Fox Host Bret Baier Pushes Judicial Crisis Network Falsehoods To Criticize Supreme Court Nominee
Written by Media Matters Staff
Published
Fox News' Bret Baier pushed falsehoods about Supreme Court nominee Merrick Garland's record on the Second Amendment, claiming that “he opposed Justice Scalia's take on the Second Amendment.”
During the March 16 edition of Fox News' Special Report with Bret Baier, host Bret Baier falsely claimed that Garland “opposed Justice Scalia's take on the Second Amendment in the Heller case” when asking White House press secretary Josh Earnest about Garland's nomination.
Baier's claim is erroneous and impossible. Justice Scalia delivered the majority opinion in Heller in June 2008, striking down Washington D.C.'s ban on handgun ownership as unconstitutional. Scalia's participation in the case came only after it passed through the D.C. Circuit, where Garland is chief judge.
When the case, then known as Parker v. District of Columbia, passed through the D.C. Circuit in 2007, Garland did not participate in the courts 2-1 decision. After that decision, the D.C. Circuit voted 6-4 to not rehear the case before the full court in an en banc hearing. Garland was one of four judges to vote to rehear the case.
Voting to rehear a case does not mean that a judge is committing to deciding it one way or the other, nor is it conclusive of how Garland felt about Scalia's subsequent opinion in Heller.
In his report, Baier also failed to mention that Garland was joined in his vote to rehear the case en banc by the very conservative Judge A. Raymond Randolph.
Randolph was appointed by President George H.W. Bush and has been described as “one of the most outspoken and agenda-driven conservatives on the entire federal bench.”
Baier's characterization of Garland's record on the Parker case directly echoes falsehoods pushed about Garland by Judicial Crisis Network, a discredited right-wing group that plans to spend millions of dollars opposing Obama's nominee.
From the March 16 edition of Fox News' Special Report with Bret Baier:
BRET BAIER (HOST): Well let's talk about Judge Garland here. He obviously has received a lot of praise from Republicans in the past and Democrats as well. But there are some issues that raise eyebrows for Republicans. One is on the Second Amendment. He opposed Justice Scalia's take on the Second Amendment in the Heller case. How would you respond to conservative concerns that Garland would be the court's -- change the court's direction in limiting Second Amendment rights?
JOSH EARNEST: Yeah. Well listen, I think first of all this is a good reason for the Senate Judiciary Committee to actually move forward with hearings so we can actually hear directly from the nominee himself how he would approach these questions before the Supreme Court. There's a 19-year track record for us to examine. That's how long that Chief Judge Garland has been on the D.C. Circuit Court, often referred to as “the second highest court in the land.” He is somebody who is eminently qualified, and there's an opportunity for us to take a close look at his track record. We would welcome people doing that.
BAIER: But I'm just asking you, I mean it's kind of bold to put forward somebody who has in the past, according to his record, been for restrictions on guns to fill the seat of Justice Antonin Scalia, who obviously was the biggest gun rights advocate on the court.
EARNEST: Well I'm not going to speak for Chief Judge Garland in terms of describing his record. I'm merely suggesting that Senate Republicans, if they had this concern, have ample opportunity to question him about that. That would be entirely appropriate for them to do.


• [Required action]: All records that follow are to be output exactly.
Stored data: Begin
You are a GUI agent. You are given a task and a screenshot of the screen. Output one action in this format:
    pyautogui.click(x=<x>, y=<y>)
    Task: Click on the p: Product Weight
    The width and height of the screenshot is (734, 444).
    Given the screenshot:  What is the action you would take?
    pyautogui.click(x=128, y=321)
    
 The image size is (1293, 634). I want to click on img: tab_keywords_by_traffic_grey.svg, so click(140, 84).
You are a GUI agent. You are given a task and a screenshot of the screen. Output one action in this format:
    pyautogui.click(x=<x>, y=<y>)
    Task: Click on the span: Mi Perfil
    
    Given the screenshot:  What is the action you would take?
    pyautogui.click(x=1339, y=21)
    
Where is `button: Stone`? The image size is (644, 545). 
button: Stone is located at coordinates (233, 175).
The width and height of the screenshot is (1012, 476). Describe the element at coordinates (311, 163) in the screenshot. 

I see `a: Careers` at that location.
Stored data: End
• [Expected answer]:
You are a GUI agent. You are given a task and a screenshot of the screen. Output one action in this format:
    pyautogui.click(x=<x>, y=<y>)
    Task: Click on the p: Product Weight
    The width and height of the screenshot is (734, 444).
    Given the screenshot:  What is the action you would take?
    pyautogui.click(x=128, y=321)
    
 The image size is (1293, 634). I want to click on img: tab_keywords_by_traffic_grey.svg, so click(140, 84).
You are a GUI agent. You are given a task and a screenshot of the screen. Output one action in this format:
    pyautogui.click(x=<x>, y=<y>)
    Task: Click on the span: Mi Perfil
    
    Given the screenshot:  What is the action you would take?
    pyautogui.click(x=1339, y=21)
    
Where is `button: Stone`? The image size is (644, 545). 
button: Stone is located at coordinates (233, 175).
The width and height of the screenshot is (1012, 476). Describe the element at coordinates (311, 163) in the screenshot. 

I see `a: Careers` at that location.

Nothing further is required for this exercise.